Jazz and Machine-Age Imperialism by Lane Jeremy F.;

Jazz and Machine-Age Imperialism by Lane Jeremy F.;

Author:Lane, Jeremy F.;
Language: eng
Format: epub
Publisher: University of Michigan Press


Points in Common—Panassié, Senghor, Jazz, and Jacques Maritain

Like his friend and collaborator Léon-Gontran Damas, Senghor had traveled to Paris in the interwar years from the colonial periphery, in his case from his native Senegal, in order to complete his studies, initially at the prestigious Lycée Louis-le-Grand and subsequently at the Sorbonne. It was during his time in Paris that Senghor struck up the series of personal friendships and made the intellectual discoveries that would prove catalysts to his emerging conception of négritude. Through the pages of La Revue du monde noir and his attendance at the Nardals' salon, he was exposed to the work of the poets and thinkers of the Harlem Renaissance. In the course of his studies, he discovered the work of the German anthropologist Leo Frobenius, studies that revealed to him the richness of precolonial African cultures. He also met and became close friends with both Damas and Aimé Césaire, the three men subsequently being identified as the founding fathers of the négritude movement.

The importance of these intellectual discoveries and personal friendships has been examined at some length in existing accounts of négritude's genesis (Kesteloot 1963; Vaillant 1990; Sharpley-Whiting 2002). What has received less attention, however, is the potential impact of jazz on Senghor's particular conception of négritude. For, like Damas, Senghor was a keen fan of the jazz he first heard in the bars and nightclubs of interwar Paris. Allusions to jazz occur frequently in the poems he wrote in the course of the 1930s and 1940s, both those contained in his first published collection, Shadow Songs of 1945, and those he had written earlier in the 1930s but which would only be published much later, in the collected poems of 1964, as the Lost Poems.

Senghor's interest in Panassié's jazz criticism, meanwhile, surely reflected his own fondness for the philosophy of Maritain, a philosophy whose political implications had, by the 1930s, become rather ambiguous. As we have seen, at the time of writing Art et scolastique Maritain was a firm supporter of Charles Maurras and of the latter's antidemocratic, extreme right-wing organization Action française. In 1926, however, Maritain had left the movement, following the pope's official denunciation of both Maurras and Action française for their political extremism. By the 1930s, Maritain had allied himself with the broad current of French social Catholicism, situated on the center, or center-left of the political spectrum, and had begun to elaborate his philosophy of “integral humanism” as a foil to Maurras's “integral nationalism” (Maritain 1936). This current, which embraced the “personalism” of Emmanuel Mounier alongside Maritain's own “integral humanism,” sought a “third way” between fascism and communism, while retaining many of the Catholic, antirationalist, antimodern, anti-Statist, procorporatist ideas that Maritain had shared with Action française in the early 1920s. Its antimaterialism and anti-Statism led to an interest in the cultures of France's provinces and colonies, and hence its journals, such as Charpentes and Mounier's Esprit, were happy to publish the first writings by French intellectuals of color, including Damas, Césaire, and Senghor himself.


- **Task objective**:
Could you give back the records exactly, taking out the pictures?

---*---

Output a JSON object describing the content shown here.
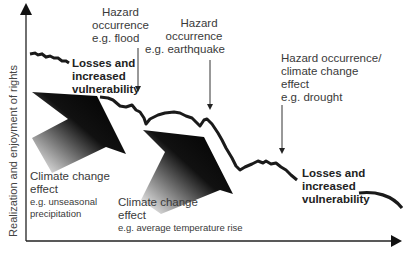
{
  "axes": {
    "y_label": "Realization and enjoyment of rights"
  },
  "annotations": {
    "hazard_flood": [
      "Hazard",
      "occurrence",
      "e.g. flood"
    ],
    "hazard_earthquake": [
      "Hazard",
      "occurrence",
      "e.g. earthquake"
    ],
    "hazard_drought": [
      "Hazard occurrence/",
      "climate change",
      "effect",
      "e.g. drought"
    ],
    "losses_1": [
      "Losses and",
      "increased",
      "vulnerability"
    ],
    "losses_2": [
      "Losses and",
      "increased",
      "vulnerability"
    ],
    "climate_1": {
      "title": [
        "Climate change",
        "effect"
      ],
      "example": [
        "e.g. unseasonal",
        "precipitation"
      ]
    },
    "climate_2": {
      "title": [
        "Climate change",
        "effect"
      ],
      "example": [
        "e.g. average temperature rise"
      ]
    }
  },
  "colors": {
    "line": "#1a1a1a",
    "axis": "#222222",
    "text": "#3a3a3a"
  }
}
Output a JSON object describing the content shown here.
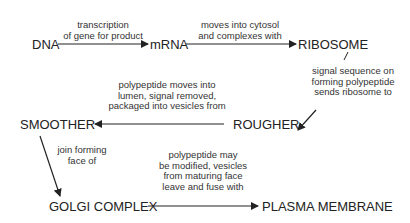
{
  "nodes": {
    "dna": "DNA",
    "mrna": "mRNA",
    "ribosome": "RIBOSOME",
    "rougher": "ROUGHER",
    "smoother": "SMOOTHER",
    "golgi": "GOLGI COMPLEX",
    "plasma": "PLASMA MEMBRANE"
  },
  "edges": {
    "dna_to_mrna": [
      "transcription",
      "of gene for product"
    ],
    "mrna_to_ribosome": [
      "moves into cytosol",
      "and complexes with"
    ],
    "ribosome_to_rougher": [
      "signal sequence on",
      "forming polypeptide",
      "sends ribosome to"
    ],
    "rougher_to_smoother": [
      "polypeptide moves into",
      "lumen, signal removed,",
      "packaged into vesicles from"
    ],
    "smoother_to_golgi": [
      "join forming",
      "face of"
    ],
    "golgi_to_plasma": [
      "polypeptide may",
      "be modified, vesicles",
      "from maturing face",
      "leave and fuse with"
    ]
  }
}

---*---

- **Solution to this task**:
Output a JSON object describing the content shown here.
{
  "axes": {
    "y_label": "Realization and enjoyment of rights"
  },
  "annotations": {
    "hazard_flood": [
      "Hazard",
      "occurrence",
      "e.g. flood"
    ],
    "hazard_earthquake": [
      "Hazard",
      "occurrence",
      "e.g. earthquake"
    ],
    "hazard_drought": [
      "Hazard occurrence/",
      "climate change",
      "effect",
      "e.g. drought"
    ],
    "losses_1": [
      "Losses and",
      "increased",
      "vulnerability"
    ],
    "losses_2": [
      "Losses and",
      "increased",
      "vulnerability"
    ],
    "climate_1": {
      "title": [
        "Climate change",
        "effect"
      ],
      "example": [
        "e.g. unseasonal",
        "precipitation"
      ]
    },
    "climate_2": {
      "title": [
        "Climate change",
        "effect"
      ],
      "example": [
        "e.g. average temperature rise"
      ]
    }
  },
  "colors": {
    "line": "#1a1a1a",
    "axis": "#222222",
    "text": "#3a3a3a"
  }
}
Output a JSON object describing the content shown here.
{
  "nodes": {
    "dna": "DNA",
    "mrna": "mRNA",
    "ribosome": "RIBOSOME",
    "rougher": "ROUGHER",
    "smoother": "SMOOTHER",
    "golgi": "GOLGI COMPLEX",
    "plasma": "PLASMA MEMBRANE"
  },
  "edges": {
    "dna_to_mrna": [
      "transcription",
      "of gene for product"
    ],
    "mrna_to_ribosome": [
      "moves into cytosol",
      "and complexes with"
    ],
    "ribosome_to_rougher": [
      "signal sequence on",
      "forming polypeptide",
      "sends ribosome to"
    ],
    "rougher_to_smoother": [
      "polypeptide moves into",
      "lumen, signal removed,",
      "packaged into vesicles from"
    ],
    "smoother_to_golgi": [
      "join forming",
      "face of"
    ],
    "golgi_to_plasma": [
      "polypeptide may",
      "be modified, vesicles",
      "from maturing face",
      "leave and fuse with"
    ]
  }
}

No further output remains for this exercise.